On failure: returns {"mode": "error", "error": <slug>, "entry_id": <int>, ...}. Common slugs: not_found (entry is a folder, or has no extracted text), method_not_allowed / server_error (v1 server — fall back to get_document_edoc).

Input Schema

TableJSON Schema
NameRequiredDescriptionDefault
entry_idYesEntry ID of an electronic document.
max_charsNoTruncate the returned text after this many characters.

Output Schema

TableJSON Schema
NameRequiredDescriptionDefault

No arguments

Behavior5/5

Does the description disclose side effects, auth requirements, rate limits, or destructive behavior?

Despite no annotations, the description fully discloses behavior: v2-only, extraction pipeline (OCR for images, upstream for office), truncation with max_chars, detailed error slugs for various failure modes (not_found, method_not_allowed, server_error). Essentially all behavioral traits are covered.

Agents need to know what a tool does to the world before calling it. Descriptions should go beyond structured annotations to explain consequences.

Conciseness4/5

Is the description appropriately sized, front-loaded, and free of redundancy?

Well-structured with sections (Args, Returns, On failure) and bullet points. Some sentences are verbose but every sentence adds value. Could be slightly more compact without losing information.

Shorter descriptions cost fewer tokens and are easier for agents to parse. Every sentence should earn its place.

Completeness5/5

Given the tool's complexity, does the description cover enough for an agent to succeed on first attempt?

Given the tool has 2 parameters, an output schema, and complex behavior (version restriction, error handling), the description covers everything needed: input constraints, output format, error slugs, version fallback. The agent can fully understand how to invoke and interpret results.

Complex tools with many parameters or behaviors need more documentation. Simple tools need less. This dimension scales expectations accordingly.

Parameters5/5

Does the description clarify parameter syntax, constraints, interactions, or defaults beyond what the schema provides?

Schema already provides good descriptions (100% coverage), but the description adds crucial context: entry_id must be an electronic document (not folder), max_chars defaults to 50000 and truncation is signaled by the 'truncated' field. This goes beyond what the schema defines.

Input schemas describe structure but not intent. Descriptions should explain non-obvious parameter relationships and valid value ranges.

Purpose5/5

Does the description clearly state what the tool does and how it differs from similar tools?

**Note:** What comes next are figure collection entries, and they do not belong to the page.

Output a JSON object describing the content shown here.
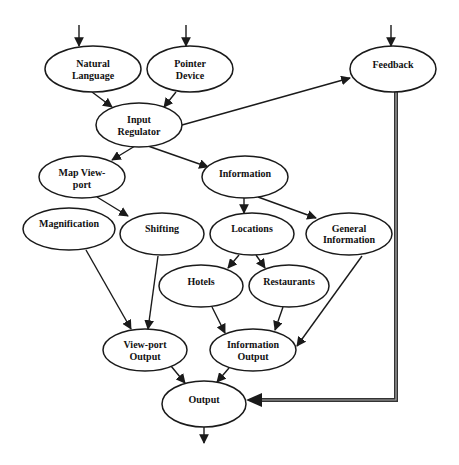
{
  "diagram": {
    "type": "flow diagram",
    "nodes": {
      "natural_language": {
        "line1": "Natural",
        "line2": "Language"
      },
      "pointer_device": {
        "line1": "Pointer",
        "line2": "Device"
      },
      "feedback": {
        "line1": "Feedback"
      },
      "input_regulator": {
        "line1": "Input",
        "line2": "Regulator"
      },
      "map_viewport": {
        "line1": "Map View-",
        "line2": "port"
      },
      "information": {
        "line1": "Information"
      },
      "magnification": {
        "line1": "Magnification"
      },
      "shifting": {
        "line1": "Shifting"
      },
      "locations": {
        "line1": "Locations"
      },
      "general_information": {
        "line1": "General",
        "line2": "Information"
      },
      "hotels": {
        "line1": "Hotels"
      },
      "restaurants": {
        "line1": "Restaurants"
      },
      "viewport_output": {
        "line1": "View-port",
        "line2": "Output"
      },
      "information_output": {
        "line1": "Information",
        "line2": "Output"
      },
      "output": {
        "line1": "Output"
      }
    },
    "edges": [
      [
        "external",
        "Natural Language"
      ],
      [
        "external",
        "Pointer Device"
      ],
      [
        "external",
        "Feedback"
      ],
      [
        "Natural Language",
        "Input Regulator"
      ],
      [
        "Pointer Device",
        "Input Regulator"
      ],
      [
        "Input Regulator",
        "Feedback"
      ],
      [
        "Input Regulator",
        "Map View-port"
      ],
      [
        "Input Regulator",
        "Information"
      ],
      [
        "Map View-port",
        "Shifting"
      ],
      [
        "Information",
        "Locations"
      ],
      [
        "Information",
        "General Information"
      ],
      [
        "Locations",
        "Hotels"
      ],
      [
        "Locations",
        "Restaurants"
      ],
      [
        "Magnification",
        "View-port Output"
      ],
      [
        "Shifting",
        "View-port Output"
      ],
      [
        "Hotels",
        "Information Output"
      ],
      [
        "Restaurants",
        "Information Output"
      ],
      [
        "General Information",
        "Information Output"
      ],
      [
        "View-port Output",
        "Output"
      ],
      [
        "Information Output",
        "Output"
      ],
      [
        "Feedback",
        "Output (double line)"
      ],
      [
        "Output",
        "external"
      ]
    ]
  }
}
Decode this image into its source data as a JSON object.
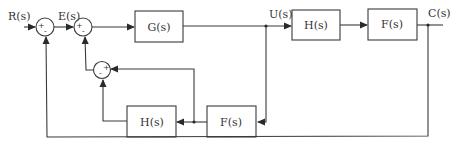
{
  "diagram": {
    "type": "control-system-block-diagram",
    "signals": {
      "input": "R(s)",
      "error": "E(s)",
      "intermediate": "U(s)",
      "output": "C(s)"
    },
    "blocks": {
      "g_forward": "G(s)",
      "h_forward": "H(s)",
      "f_forward": "F(s)",
      "f_feedback": "F(s)",
      "h_feedback": "H(s)"
    },
    "summing_junctions": {
      "sum1": {
        "signs": [
          "+",
          "-"
        ]
      },
      "sum2": {
        "signs": [
          "+",
          "-"
        ]
      },
      "sum3": {
        "signs": [
          "-",
          "+"
        ]
      }
    },
    "colors": {
      "line": "#3a3a3a",
      "background": "#ffffff"
    }
  }
}
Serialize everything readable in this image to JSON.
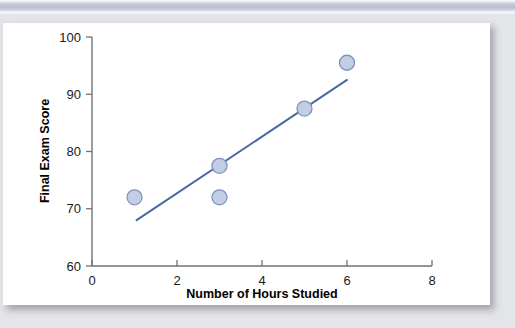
{
  "figure": {
    "background_color": "#e4e5e8",
    "card_color": "#ffffff",
    "band_color": "#b9bfcf"
  },
  "chart_data": {
    "type": "scatter",
    "title": "",
    "subtitle": "",
    "xlabel": "Number of Hours Studied",
    "ylabel": "Final Exam Score",
    "xlim": [
      0,
      8
    ],
    "ylim": [
      60,
      100
    ],
    "xticks": [
      0,
      2,
      4,
      6,
      8
    ],
    "yticks": [
      60,
      70,
      80,
      90,
      100
    ],
    "xtick_labels": [
      "0",
      "2",
      "4",
      "6",
      "8"
    ],
    "ytick_labels": [
      "60",
      "70",
      "80",
      "90",
      "100"
    ],
    "grid": false,
    "legend": false,
    "legend_position": "none",
    "marker_fill_color": "#c2cee4",
    "marker_edge_color": "#7e93bb",
    "line_color": "#4a6a9e",
    "points": [
      {
        "x": 1,
        "y": 72
      },
      {
        "x": 3,
        "y": 77.5
      },
      {
        "x": 3,
        "y": 72
      },
      {
        "x": 5,
        "y": 87.5
      },
      {
        "x": 6,
        "y": 95.5
      }
    ],
    "series": [
      {
        "name": "Students",
        "type": "scatter",
        "x": [
          1,
          3,
          3,
          5,
          6
        ],
        "values": [
          72,
          77.5,
          72,
          87.5,
          95.5
        ]
      },
      {
        "name": "Regression line",
        "type": "line",
        "x": [
          1.05,
          6.0
        ],
        "values": [
          68,
          92.5
        ]
      }
    ],
    "annotations": []
  }
}
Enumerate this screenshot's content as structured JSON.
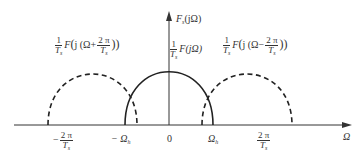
{
  "diagram": {
    "y_axis_label": {
      "main": "F",
      "sub": "s",
      "arg": "(jΩ)"
    },
    "x_axis_label": "Ω",
    "origin_label": "0",
    "curves": [
      {
        "id": "left-replica",
        "style": "dashed",
        "label_prefix": "1",
        "label_den": "T",
        "label_den_sub": "s",
        "label_fn": "F",
        "label_inner": "j (Ω+",
        "label_frac_num": "2 π",
        "label_frac_den": "T",
        "label_frac_den_sub": "s",
        "label_close": "))",
        "center": "-2π/Ts"
      },
      {
        "id": "baseband",
        "style": "solid",
        "label_prefix": "1",
        "label_den": "T",
        "label_den_sub": "s",
        "label_fn": "F(jΩ)",
        "center": "0"
      },
      {
        "id": "right-replica",
        "style": "dashed",
        "label_prefix": "1",
        "label_den": "T",
        "label_den_sub": "s",
        "label_fn": "F",
        "label_inner": "j (Ω−",
        "label_frac_num": "2 π",
        "label_frac_den": "T",
        "label_frac_den_sub": "s",
        "label_close": "))",
        "center": "2π/Ts"
      }
    ],
    "ticks": [
      {
        "id": "neg-2pi-ts",
        "sign": "−",
        "num": "2 π",
        "den": "T",
        "den_sub": "s"
      },
      {
        "id": "neg-omega-h",
        "text": "− Ω",
        "sub": "h"
      },
      {
        "id": "zero",
        "text": "0"
      },
      {
        "id": "omega-h",
        "text": "Ω",
        "sub": "h"
      },
      {
        "id": "pos-2pi-ts",
        "num": "2 π",
        "den": "T",
        "den_sub": "s"
      }
    ]
  }
}
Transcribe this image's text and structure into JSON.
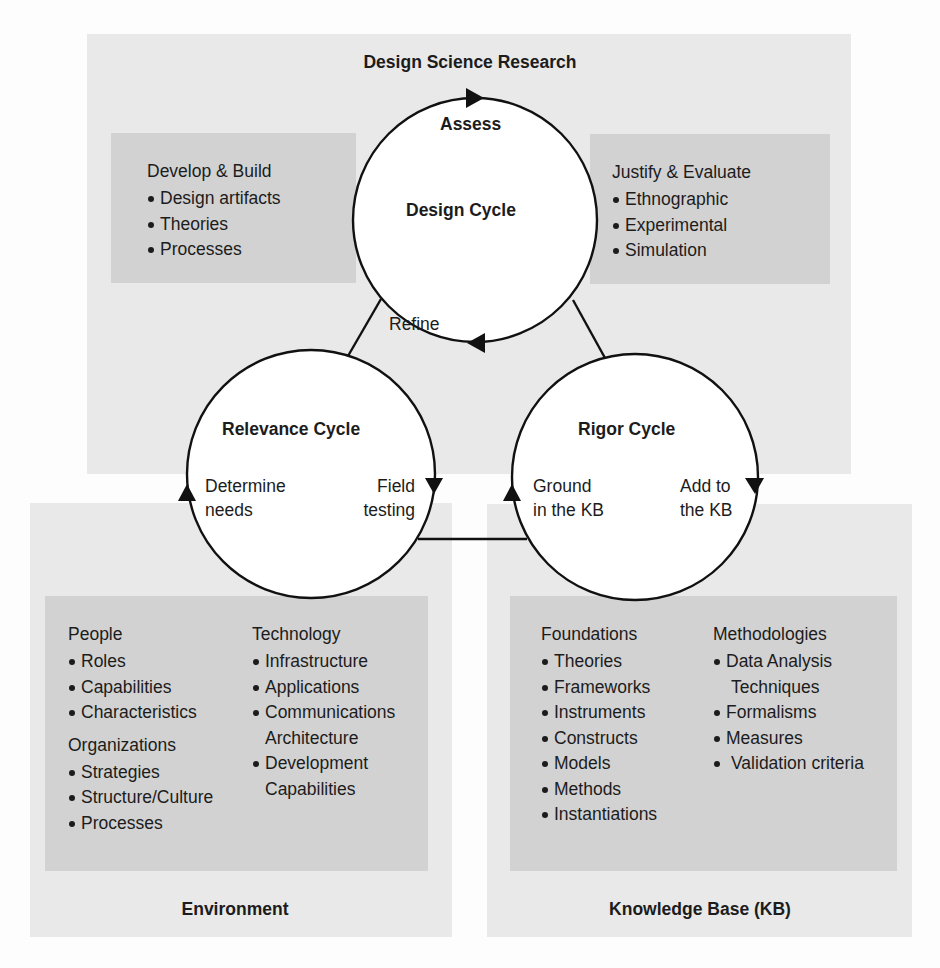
{
  "colors": {
    "outer_panel": "#e9e9e9",
    "inner_box": "#d2d2d2",
    "circle_fill": "#ffffff",
    "stroke": "#111111",
    "text": "#1c1c1c"
  },
  "design_science_research": {
    "title": "Design Science Research",
    "develop_build": {
      "heading": "Develop & Build",
      "items": [
        "Design artifacts",
        "Theories",
        "Processes"
      ]
    },
    "justify_evaluate": {
      "heading": "Justify & Evaluate",
      "items": [
        "Ethnographic",
        "Experimental",
        "Simulation"
      ]
    }
  },
  "cycles": {
    "design": {
      "title": "Design Cycle",
      "top_arrow_label": "Assess",
      "bottom_arrow_label": "Refine"
    },
    "relevance": {
      "title": "Relevance Cycle",
      "left_label_line1": "Determine",
      "left_label_line2": "needs",
      "right_label_line1": "Field",
      "right_label_line2": "testing"
    },
    "rigor": {
      "title": "Rigor Cycle",
      "left_label_line1": "Ground",
      "left_label_line2": "in the KB",
      "right_label_line1": "Add to",
      "right_label_line2": "the KB"
    }
  },
  "environment": {
    "title": "Environment",
    "people": {
      "heading": "People",
      "items": [
        "Roles",
        "Capabilities",
        "Characteristics"
      ]
    },
    "organizations": {
      "heading": "Organizations",
      "items": [
        "Strategies",
        "Structure/Culture",
        "Processes"
      ]
    },
    "technology": {
      "heading": "Technology",
      "items": [
        {
          "line1": "Infrastructure"
        },
        {
          "line1": "Applications"
        },
        {
          "line1": "Communications",
          "line2": "Architecture"
        },
        {
          "line1": "Development",
          "line2": "Capabilities"
        }
      ]
    }
  },
  "knowledge_base": {
    "title": "Knowledge Base (KB)",
    "foundations": {
      "heading": "Foundations",
      "items": [
        "Theories",
        "Frameworks",
        "Instruments",
        "Constructs",
        "Models",
        "Methods",
        "Instantiations"
      ]
    },
    "methodologies": {
      "heading": "Methodologies",
      "items": [
        {
          "line1": "Data Analysis",
          "line2": "Techniques"
        },
        {
          "line1": "Formalisms"
        },
        {
          "line1": "Measures"
        },
        {
          "line1": "Validation criteria"
        }
      ]
    }
  }
}
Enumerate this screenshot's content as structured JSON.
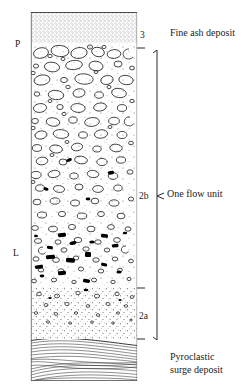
{
  "figure": {
    "type": "stratigraphic-column",
    "title": ""
  },
  "column": {
    "left_px": 31,
    "right_px": 137,
    "top_px": 12,
    "bottom_px": 381,
    "layers": [
      {
        "code": "3",
        "name": "fine-ash",
        "pattern": "fine stipple",
        "top_px": 12,
        "bottom_px": 43,
        "description": "Fine ash deposit"
      },
      {
        "code": "2b",
        "name": "pumice-rich-flow",
        "pattern": "large open pumice clasts in ash matrix",
        "top_px": 43,
        "bottom_px": 288,
        "description": "One flow unit"
      },
      {
        "code": "2a",
        "name": "basal-layer",
        "pattern": "fine stipple with small clasts",
        "top_px": 288,
        "bottom_px": 339,
        "description": "One flow unit"
      },
      {
        "code": "",
        "name": "surge-deposit",
        "pattern": "cross-laminated wavy bedding",
        "top_px": 339,
        "bottom_px": 381,
        "description": "Pyroclastic surge deposit"
      }
    ]
  },
  "unit_labels": [
    {
      "text": "3",
      "x": 140,
      "y": 30
    },
    {
      "text": "2b",
      "x": 139,
      "y": 191
    },
    {
      "text": "2a",
      "x": 139,
      "y": 311
    }
  ],
  "side_labels": [
    {
      "text": "P",
      "x": 15,
      "y": 39,
      "meaning": "pumice-concentration-zone"
    },
    {
      "text": "L",
      "x": 13,
      "y": 248,
      "meaning": "lithic-concentration-zone"
    }
  ],
  "descriptions": [
    {
      "text": "Fine ash deposit",
      "x": 170,
      "y": 28
    },
    {
      "text": "One flow unit",
      "x": 167,
      "y": 189
    }
  ],
  "description_multiline": {
    "line1": "Pyroclastic",
    "line2": "surge deposit",
    "x": 170,
    "y": 351
  },
  "bracket": {
    "x_px": 157,
    "top_px": 50,
    "bottom_px": 340,
    "tick_y_px": 196
  },
  "boundary_ticks": [
    {
      "y": 37
    },
    {
      "y": 48
    },
    {
      "y": 288
    },
    {
      "y": 339
    }
  ],
  "colors": {
    "ink": "#1a1a1a",
    "line": "#222222",
    "stipple": "#8a8a8a",
    "clast_fill": "#000000",
    "background": "#ffffff"
  }
}
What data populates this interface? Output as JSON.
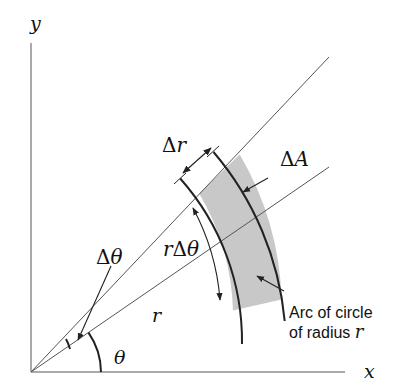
{
  "diagram": {
    "type": "polar-area-element",
    "axes": {
      "x_label": "x",
      "y_label": "y"
    },
    "labels": {
      "delta": "Δ",
      "delta_r_var": "r",
      "delta_A_var": "A",
      "r_delta_theta_r": "r",
      "r_delta_theta_delta": "Δ",
      "r_delta_theta_theta": "θ",
      "delta_theta_delta": "Δ",
      "delta_theta_theta": "θ",
      "radius": "r",
      "theta": "θ",
      "arc_note_line1": "Arc of circle",
      "arc_note_line2_text": "of radius ",
      "arc_note_line2_var": "r"
    },
    "colors": {
      "shade": "#c8c8c8",
      "line": "#333333",
      "stroke_dark": "#222222"
    },
    "geometry": {
      "origin": [
        31,
        372
      ],
      "ray_upper_angle_deg": 46.6,
      "ray_lower_angle_deg": 34.5,
      "inner_radius": 245,
      "outer_radius": 304
    }
  }
}
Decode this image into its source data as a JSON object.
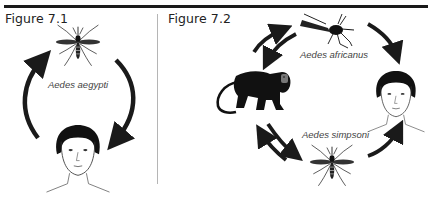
{
  "figures": [
    {
      "title": "Figure 7.1",
      "vector_label": "Aedes aegypti",
      "nodes": [
        "mosquito (Aedes aegypti)",
        "human"
      ],
      "cycle": "mosquito → human → mosquito"
    },
    {
      "title": "Figure 7.2",
      "vector_labels": {
        "top": "Aedes africanus",
        "bottom": "Aedes simpsoni"
      },
      "nodes": [
        "mosquito (Aedes africanus)",
        "monkey",
        "human",
        "mosquito (Aedes simpsoni)"
      ],
      "edges": [
        "monkey ↔ Aedes africanus",
        "Aedes africanus → human",
        "monkey ↔ Aedes simpsoni",
        "Aedes simpsoni → human"
      ]
    }
  ],
  "colors": {
    "ink": "#1a1a1a",
    "divider": "#b5b5b5",
    "label": "#444444"
  }
}
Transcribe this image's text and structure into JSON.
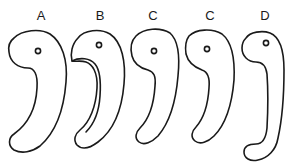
{
  "figure": {
    "stroke_color": "#1a1a1a",
    "background": "#ffffff",
    "shapes": [
      {
        "label": "A",
        "label_x": 41,
        "label_y": 9
      },
      {
        "label": "B",
        "label_x": 100,
        "label_y": 9
      },
      {
        "label": "C",
        "label_x": 153,
        "label_y": 9
      },
      {
        "label": "C",
        "label_x": 210,
        "label_y": 9
      },
      {
        "label": "D",
        "label_x": 265,
        "label_y": 9
      }
    ]
  }
}
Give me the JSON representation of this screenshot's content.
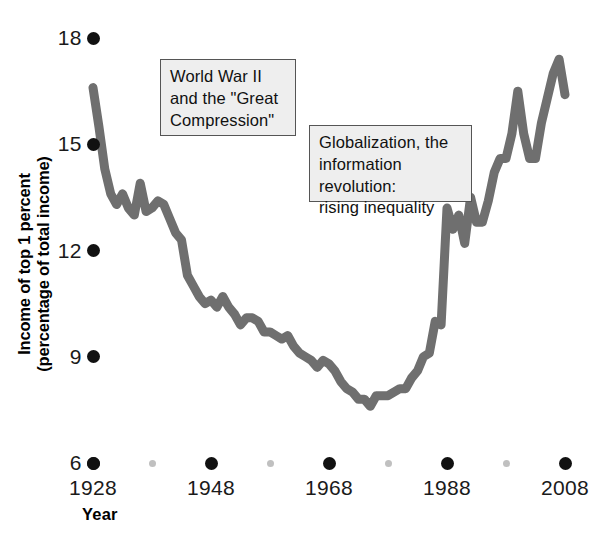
{
  "chart_data": {
    "type": "line",
    "title": "",
    "xlabel": "Year",
    "ylabel": "Income of top 1 percent (percentage of total income)",
    "ylabel_line1": "Income of top 1 percent",
    "ylabel_line2": "(percentage of total income)",
    "xlim": [
      1928,
      2008
    ],
    "ylim": [
      6,
      18
    ],
    "grid": false,
    "legend": "none",
    "series_color": "#6f6f6f",
    "y_ticks": [
      6,
      9,
      12,
      15,
      18
    ],
    "y_tick_labels": [
      "6",
      "9",
      "12",
      "15",
      "18"
    ],
    "x_ticks_major": [
      1928,
      1948,
      1968,
      1988,
      2008
    ],
    "x_tick_labels": [
      "1928",
      "1948",
      "1968",
      "1988",
      "2008"
    ],
    "x_ticks_minor": [
      1938,
      1958,
      1978,
      1998
    ],
    "annotations": [
      {
        "name": "ww2-great-compression",
        "text": "World War II\nand the \"Great\nCompression\"",
        "x": 160,
        "y": 59,
        "w": 136,
        "h": 77
      },
      {
        "name": "globalization-rising-inequality",
        "text": "Globalization, the\ninformation revolution:\nrising inequality",
        "x": 309,
        "y": 125,
        "w": 163,
        "h": 77
      }
    ],
    "x": [
      1928,
      1929,
      1930,
      1931,
      1932,
      1933,
      1934,
      1935,
      1936,
      1937,
      1938,
      1939,
      1940,
      1941,
      1942,
      1943,
      1944,
      1945,
      1946,
      1947,
      1948,
      1949,
      1950,
      1951,
      1952,
      1953,
      1954,
      1955,
      1956,
      1957,
      1958,
      1959,
      1960,
      1961,
      1962,
      1963,
      1964,
      1965,
      1966,
      1967,
      1968,
      1969,
      1970,
      1971,
      1972,
      1973,
      1974,
      1975,
      1976,
      1977,
      1978,
      1979,
      1980,
      1981,
      1982,
      1983,
      1984,
      1985,
      1986,
      1987,
      1988,
      1989,
      1990,
      1991,
      1992,
      1993,
      1994,
      1995,
      1996,
      1997,
      1998,
      1999,
      2000,
      2001,
      2002,
      2003,
      2004,
      2005,
      2006,
      2007,
      2008
    ],
    "values": [
      16.6,
      15.5,
      14.3,
      13.6,
      13.3,
      13.6,
      13.2,
      13.0,
      13.9,
      13.1,
      13.2,
      13.4,
      13.3,
      12.9,
      12.5,
      12.3,
      11.3,
      11.0,
      10.7,
      10.5,
      10.6,
      10.4,
      10.7,
      10.4,
      10.2,
      9.9,
      10.1,
      10.1,
      10.0,
      9.7,
      9.7,
      9.6,
      9.5,
      9.6,
      9.3,
      9.1,
      9.0,
      8.9,
      8.7,
      8.9,
      8.8,
      8.6,
      8.3,
      8.1,
      8.0,
      7.8,
      7.8,
      7.6,
      7.9,
      7.9,
      7.9,
      8.0,
      8.1,
      8.1,
      8.4,
      8.6,
      9.0,
      9.1,
      10.0,
      9.9,
      13.2,
      12.6,
      13.0,
      12.2,
      13.5,
      12.8,
      12.8,
      13.4,
      14.2,
      14.6,
      14.6,
      15.3,
      16.5,
      15.3,
      14.6,
      14.6,
      15.6,
      16.3,
      17.0,
      17.4,
      16.4
    ]
  },
  "axis": {
    "y_title_l1": "Income of top 1 percent",
    "y_title_l2": "(percentage of total income)",
    "x_title": "Year"
  }
}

Description clearly states the tool downloads server-extracted text for electronic documents, with explicit use cases ('summarize this document', 'what does this say'). It distinguishes itself from get_document_edoc which provides raw binary, and from other siblings that retrieve different data types.

Agents choose between tools based on descriptions. A clear purpose with a specific verb and resource helps agents select the right tool.

Usage Guidelines5/5

Does the description explain when to use this tool, when not to, or what alternatives exist?

Explicitly states when to use (tasks needing readable contents) and when not (v1 servers, raw binary needs). Provides fallback instruction to use get_document_edoc with mode='text'. No ambiguity about alternatives.

Agents often have multiple tools that could apply. Explicit usage guidance like "use X instead of Y when Z" prevents misuse.